The specific play style to which EW refers has a narrow focus -- but that focus is on the element that originally distinguished RPGs from wargames, the specifically role-playing element. To exclude other elements may be unhelpful, but a game excluding that element (other than in the superficial sense that one can apply to absolutely any game) would, I think, not sensibly warrant being called an RPG.
Hungry Hungry Hippos by itself falls into that category, as did the Chainmail miniatures rules set that was a precursor to the mechanics of D&D.
Role-playing in the critical sense comes in with the scenario that puts such mechanics to use. Before Arneson first "dungeon mastered" an expedition into the mazes of Blackmoor, he had played in and moderated a number of "Braunstein" games. He combined the basic concept of those very free-form games with his innovative dungeon-exploration situation, adapted Chainmail to his needs, and added the very appealing feature of advancing characters to successively more powerful "levels" (starting, for instance, as a normal fighting man able to attain the rank of "hero" and eventually "superhero").
One could likewise take the HHH apparatus as a convenient means for resolving conflicts (or other affairs with doubtful outcomes) in a much wider-ranging Hippos game. Dice, hit points, and so on, are convenient and familiar (due to the influence of D&D) means, but hardly definitive.
By the same token, one could pick up an RPG rules-set and revert the game right back to a wargame. Combining that detachment from role-identification with "fudging" of whatever dice-rolls don't suit, one could change it firmly into a story-telling enterprise.
Hungry Hungry Hippos by itself falls into that category, as did the Chainmail miniatures rules set that was a precursor to the mechanics of D&D.
Role-playing in the critical sense comes in with the scenario that puts such mechanics to use. Before Arneson first "dungeon mastered" an expedition into the mazes of Blackmoor, he had played in and moderated a number of "Braunstein" games. He combined the basic concept of those very free-form games with his innovative dungeon-exploration situation, adapted Chainmail to his needs, and added the very appealing feature of advancing characters to successively more powerful "levels" (starting, for instance, as a normal fighting man able to attain the rank of "hero" and eventually "superhero").
One could likewise take the HHH apparatus as a convenient means for resolving conflicts (or other affairs with doubtful outcomes) in a much wider-ranging Hippos game. Dice, hit points, and so on, are convenient and familiar (due to the influence of D&D) means, but hardly definitive.
By the same token, one could pick up an RPG rules-set and revert the game right back to a wargame. Combining that detachment from role-identification with "fudging" of whatever dice-rolls don't suit, one could change it firmly into a story-telling enterprise.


-- What is required --
Return all the entries word for word, minus the pictures.

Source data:
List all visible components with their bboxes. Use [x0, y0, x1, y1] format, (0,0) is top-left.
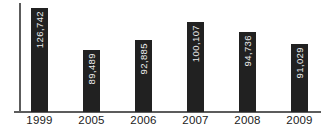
bar-value-label: 94,736 — [243, 35, 253, 66]
bar-chart: 126,742199989,489200592,8852006100,10720… — [0, 0, 327, 136]
bar-2007: 100,107 — [187, 22, 204, 112]
bar-value-label: 100,107 — [191, 25, 201, 62]
bar-value-label: 89,489 — [87, 53, 97, 84]
bar-value-label: 92,885 — [139, 43, 149, 74]
x-tick-label-2007: 2007 — [182, 114, 208, 126]
x-tick-label-2009: 2009 — [286, 114, 312, 126]
x-axis-line — [14, 111, 321, 113]
bar-2006: 92,885 — [135, 40, 152, 112]
x-tick-label-2008: 2008 — [234, 114, 260, 126]
y-axis-line — [19, 3, 21, 112]
bar-2005: 89,489 — [83, 50, 100, 112]
bar-1999: 126,742 — [31, 8, 48, 112]
bar-2009: 91,029 — [291, 44, 308, 112]
x-tick-label-2006: 2006 — [130, 114, 156, 126]
bar-2008: 94,736 — [239, 32, 256, 112]
bar-value-label: 91,029 — [295, 47, 305, 78]
x-tick-label-2005: 2005 — [78, 114, 104, 126]
bar-value-label: 126,742 — [35, 11, 45, 48]
x-tick-label-1999: 1999 — [26, 114, 52, 126]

-- Exercise result --
List all visible components with their bboxes. Use [x0, y0, x1, y1] format, (0,0) is top-left.
bar-value-label: 94,736 — [243, 35, 253, 66]
bar-chart: 126,742199989,489200592,8852006100,10720… — [0, 0, 327, 136]
bar-2007: 100,107 — [187, 22, 204, 112]
bar-value-label: 100,107 — [191, 25, 201, 62]
bar-value-label: 89,489 — [87, 53, 97, 84]
bar-value-label: 92,885 — [139, 43, 149, 74]
x-tick-label-2007: 2007 — [182, 114, 208, 126]
x-tick-label-2009: 2009 — [286, 114, 312, 126]
x-axis-line — [14, 111, 321, 113]
bar-2006: 92,885 — [135, 40, 152, 112]
x-tick-label-2008: 2008 — [234, 114, 260, 126]
y-axis-line — [19, 3, 21, 112]
bar-2005: 89,489 — [83, 50, 100, 112]
bar-1999: 126,742 — [31, 8, 48, 112]
bar-2009: 91,029 — [291, 44, 308, 112]
x-tick-label-2006: 2006 — [130, 114, 156, 126]
bar-2008: 94,736 — [239, 32, 256, 112]
bar-value-label: 91,029 — [295, 47, 305, 78]
x-tick-label-2005: 2005 — [78, 114, 104, 126]
bar-value-label: 126,742 — [35, 11, 45, 48]
x-tick-label-1999: 1999 — [26, 114, 52, 126]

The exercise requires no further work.